What did the Archbishop actually say?

The Archbishop made no proposals for sharia in either the lecture or the interview, and certainly did not call for its introduction as some kind of parallel jurisdiction to the civil law.

In other words, the reporting of this lecture was untruthful. Lambeth does understatement, I do understatement. Do you really need me to say ‘They lied’?

So what did he really say?

In his lecture, the Archbishop sought carefully to explore the limits of a unitary and secular legal system in the presence of an increasingly plural (including religiously plural) society and to see how such a unitary system might be able to accommodate religious claims. Behind this is the underlying principle that Christians cannot claim exceptions from a secular unitary system on religious grounds (for instance in situations where Christian doctors might not be compelled to perform abortions), if they are not willing to consider how a unitary system can accommodate other religious consciences. In doing so the Archbishop was not suggesting the introduction of parallel legal jurisdictions, but exploring ways in which reasonable accommodation might be made within existing arrangements for religious conscience.

What did the Archbishop actually say?

The media is hostile here in the UK, to the Christian faith, but also simply to ideas. The Archbishop was invited by jurists to give a lecture, in the High Court, to the relationship of law and communities. The press headline was ‘Archbishop says Sharia ‘inevitable”. This is what you can expect from our press. They consider the Church easy meat, as indeed it is as long as we have no basic ecclesiology. It would be a pity if Christians around the world were unable to read our headlines of our media without any critical hermeneutic. When see the media stoning a Christian, you conclude that he must have done something wrong? Did you learn nothing from Regensburg?

My Archbishop said that more formal recognition of the range of jurisdictions is ‘unavoidable’. There is a range of jurisdictions, so for example, two participants to a dispute are sometimes able to choose which tribunal they wish their (civil) case to be examined under. This is takes place now, has always taken place and is very basic to English common law. The only strange thing is that governments have been in denial about this in recent decades. This is part of a decay of civil society that is consequent on understanding our relationships to each other only in terms of rights (and never responsibilities) and understanding governments as service-providers and ourselves as consumers of their products. The result of this is that we believe that governments are to do everything and we are to do nothing: over the long term this makes for totalitarianism – and it is no less totalitarian because we are complicit in it.

The Archbishop believes it is ‘unavoidable’ that this denial, of civil society, by governments and people, should come to an end. He is right that it should come to an end, and I hope he is right that its end is ‘unavoidable’. But if this sort of intelligent, and Christian, contribution to the public square is so vehemently jeered off by the media (BBC is no different from the Murdoch press in this) a smaller, stupider public square in which no one dare say anything intelligent (never mind anything Christian) is the only ‘unavoidable’ thing here. Like any Christian, an Archbishop can take a lot of flack from opponents of the Church, and it is his priestly calling to do so. But when you, a member of the Church, stand in judgment on him and so leave him to face this fury on his own – who will be there for you, when you are the one picked on?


WHAT IS REQUIRED: When a line in the material contains the word "apoiam", copy it.

DATA LISTING:
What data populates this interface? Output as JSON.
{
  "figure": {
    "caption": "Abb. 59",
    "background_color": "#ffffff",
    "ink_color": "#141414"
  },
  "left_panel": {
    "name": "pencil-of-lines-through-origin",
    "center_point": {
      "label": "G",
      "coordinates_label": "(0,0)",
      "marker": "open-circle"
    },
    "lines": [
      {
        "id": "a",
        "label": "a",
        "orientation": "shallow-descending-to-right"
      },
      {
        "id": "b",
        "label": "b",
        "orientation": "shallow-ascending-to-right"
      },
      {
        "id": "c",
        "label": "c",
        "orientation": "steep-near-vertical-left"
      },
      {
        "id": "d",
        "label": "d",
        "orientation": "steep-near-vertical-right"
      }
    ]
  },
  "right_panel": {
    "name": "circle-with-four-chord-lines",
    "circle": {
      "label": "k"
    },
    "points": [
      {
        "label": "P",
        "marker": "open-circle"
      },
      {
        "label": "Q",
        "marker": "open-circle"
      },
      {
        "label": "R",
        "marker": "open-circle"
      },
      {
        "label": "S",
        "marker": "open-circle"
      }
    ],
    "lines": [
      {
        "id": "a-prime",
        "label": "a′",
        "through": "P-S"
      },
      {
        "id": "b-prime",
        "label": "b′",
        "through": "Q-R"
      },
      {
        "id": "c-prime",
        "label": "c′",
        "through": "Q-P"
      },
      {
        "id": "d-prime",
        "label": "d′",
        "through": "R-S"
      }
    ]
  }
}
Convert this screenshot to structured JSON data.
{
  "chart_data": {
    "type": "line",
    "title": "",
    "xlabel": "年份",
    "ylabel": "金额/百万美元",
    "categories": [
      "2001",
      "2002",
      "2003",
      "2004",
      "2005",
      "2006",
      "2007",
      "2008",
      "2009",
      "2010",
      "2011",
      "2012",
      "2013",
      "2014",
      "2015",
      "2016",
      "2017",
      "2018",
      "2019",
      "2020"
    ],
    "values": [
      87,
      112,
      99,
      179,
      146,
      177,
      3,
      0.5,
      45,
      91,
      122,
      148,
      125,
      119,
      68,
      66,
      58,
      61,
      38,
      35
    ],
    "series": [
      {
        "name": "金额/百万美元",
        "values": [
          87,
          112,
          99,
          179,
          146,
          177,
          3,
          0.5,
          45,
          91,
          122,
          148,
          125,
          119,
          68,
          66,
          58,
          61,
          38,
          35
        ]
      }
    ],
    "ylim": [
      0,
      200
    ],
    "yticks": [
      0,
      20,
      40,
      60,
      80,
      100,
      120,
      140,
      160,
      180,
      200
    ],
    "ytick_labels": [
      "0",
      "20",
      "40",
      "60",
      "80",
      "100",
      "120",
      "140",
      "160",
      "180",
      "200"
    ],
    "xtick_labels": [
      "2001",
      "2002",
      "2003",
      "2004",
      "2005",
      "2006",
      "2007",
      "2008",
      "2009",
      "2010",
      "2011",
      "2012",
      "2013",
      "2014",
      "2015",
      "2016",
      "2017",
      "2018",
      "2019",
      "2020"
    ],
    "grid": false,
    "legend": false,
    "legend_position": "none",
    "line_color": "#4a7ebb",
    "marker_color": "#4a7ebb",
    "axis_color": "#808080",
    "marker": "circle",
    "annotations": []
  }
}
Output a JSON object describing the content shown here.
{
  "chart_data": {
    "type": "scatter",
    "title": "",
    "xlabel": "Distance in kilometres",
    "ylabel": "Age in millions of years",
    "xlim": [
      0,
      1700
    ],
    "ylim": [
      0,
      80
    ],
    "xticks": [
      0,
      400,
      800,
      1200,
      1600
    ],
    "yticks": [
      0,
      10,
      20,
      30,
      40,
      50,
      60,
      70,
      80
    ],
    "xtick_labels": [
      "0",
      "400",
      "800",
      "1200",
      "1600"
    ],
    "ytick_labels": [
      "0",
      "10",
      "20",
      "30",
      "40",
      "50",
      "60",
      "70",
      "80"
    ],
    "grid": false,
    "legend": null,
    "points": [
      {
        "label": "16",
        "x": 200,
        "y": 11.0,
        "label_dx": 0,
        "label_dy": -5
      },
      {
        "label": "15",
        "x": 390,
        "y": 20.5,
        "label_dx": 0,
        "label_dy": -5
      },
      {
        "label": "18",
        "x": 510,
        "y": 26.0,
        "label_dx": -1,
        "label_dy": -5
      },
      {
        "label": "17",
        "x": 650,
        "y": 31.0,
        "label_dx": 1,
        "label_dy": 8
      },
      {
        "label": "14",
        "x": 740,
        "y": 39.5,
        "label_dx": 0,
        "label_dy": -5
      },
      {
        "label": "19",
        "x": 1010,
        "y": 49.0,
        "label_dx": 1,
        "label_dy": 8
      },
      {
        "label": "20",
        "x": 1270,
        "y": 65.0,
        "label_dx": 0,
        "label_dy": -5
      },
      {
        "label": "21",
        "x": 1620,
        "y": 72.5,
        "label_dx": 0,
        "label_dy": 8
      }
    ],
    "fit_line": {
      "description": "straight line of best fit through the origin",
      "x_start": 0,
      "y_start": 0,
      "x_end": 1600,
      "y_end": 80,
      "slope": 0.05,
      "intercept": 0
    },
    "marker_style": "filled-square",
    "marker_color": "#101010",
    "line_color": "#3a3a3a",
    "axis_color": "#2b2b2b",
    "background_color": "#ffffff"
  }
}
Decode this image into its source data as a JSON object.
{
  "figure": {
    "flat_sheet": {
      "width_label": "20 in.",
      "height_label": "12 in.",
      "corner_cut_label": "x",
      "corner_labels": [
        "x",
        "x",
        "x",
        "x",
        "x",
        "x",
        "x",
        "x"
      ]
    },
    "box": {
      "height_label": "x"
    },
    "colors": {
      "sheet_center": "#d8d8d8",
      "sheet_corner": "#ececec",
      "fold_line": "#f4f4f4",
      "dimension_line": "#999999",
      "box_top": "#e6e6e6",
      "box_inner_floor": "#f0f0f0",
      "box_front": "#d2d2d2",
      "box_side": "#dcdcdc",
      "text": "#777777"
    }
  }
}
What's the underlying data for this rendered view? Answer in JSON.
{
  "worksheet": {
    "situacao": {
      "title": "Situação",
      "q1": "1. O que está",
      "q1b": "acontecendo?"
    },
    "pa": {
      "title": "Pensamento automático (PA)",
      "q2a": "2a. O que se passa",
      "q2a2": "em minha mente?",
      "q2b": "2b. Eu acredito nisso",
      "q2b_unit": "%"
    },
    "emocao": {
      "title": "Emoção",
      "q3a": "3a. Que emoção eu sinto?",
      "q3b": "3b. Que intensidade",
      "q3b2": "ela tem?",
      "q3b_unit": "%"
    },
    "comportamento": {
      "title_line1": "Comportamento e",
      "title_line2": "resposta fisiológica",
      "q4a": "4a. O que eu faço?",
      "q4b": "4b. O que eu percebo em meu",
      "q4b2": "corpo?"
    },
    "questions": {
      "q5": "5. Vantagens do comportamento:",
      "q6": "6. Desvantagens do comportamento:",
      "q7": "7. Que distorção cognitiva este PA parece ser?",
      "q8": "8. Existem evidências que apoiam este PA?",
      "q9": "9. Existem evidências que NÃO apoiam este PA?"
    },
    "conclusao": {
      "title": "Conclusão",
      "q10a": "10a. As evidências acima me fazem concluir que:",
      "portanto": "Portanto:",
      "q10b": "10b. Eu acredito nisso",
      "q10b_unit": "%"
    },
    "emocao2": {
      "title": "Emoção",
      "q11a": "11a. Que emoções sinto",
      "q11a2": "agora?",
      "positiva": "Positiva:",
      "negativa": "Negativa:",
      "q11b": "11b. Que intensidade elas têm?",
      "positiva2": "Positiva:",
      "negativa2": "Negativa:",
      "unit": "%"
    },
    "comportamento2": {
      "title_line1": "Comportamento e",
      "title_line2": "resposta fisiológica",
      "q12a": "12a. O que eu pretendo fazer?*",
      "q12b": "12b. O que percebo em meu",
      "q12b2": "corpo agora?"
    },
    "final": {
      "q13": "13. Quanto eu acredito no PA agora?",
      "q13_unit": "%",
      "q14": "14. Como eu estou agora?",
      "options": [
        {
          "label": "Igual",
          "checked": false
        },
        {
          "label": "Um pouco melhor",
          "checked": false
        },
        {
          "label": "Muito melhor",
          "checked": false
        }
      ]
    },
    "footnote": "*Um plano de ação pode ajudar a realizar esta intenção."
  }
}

FINAL ANSWER:
      "q8": "8. Existem evidências que apoiam este PA?",
      "q9": "9. Existem evidências que NÃO apoiam este PA?"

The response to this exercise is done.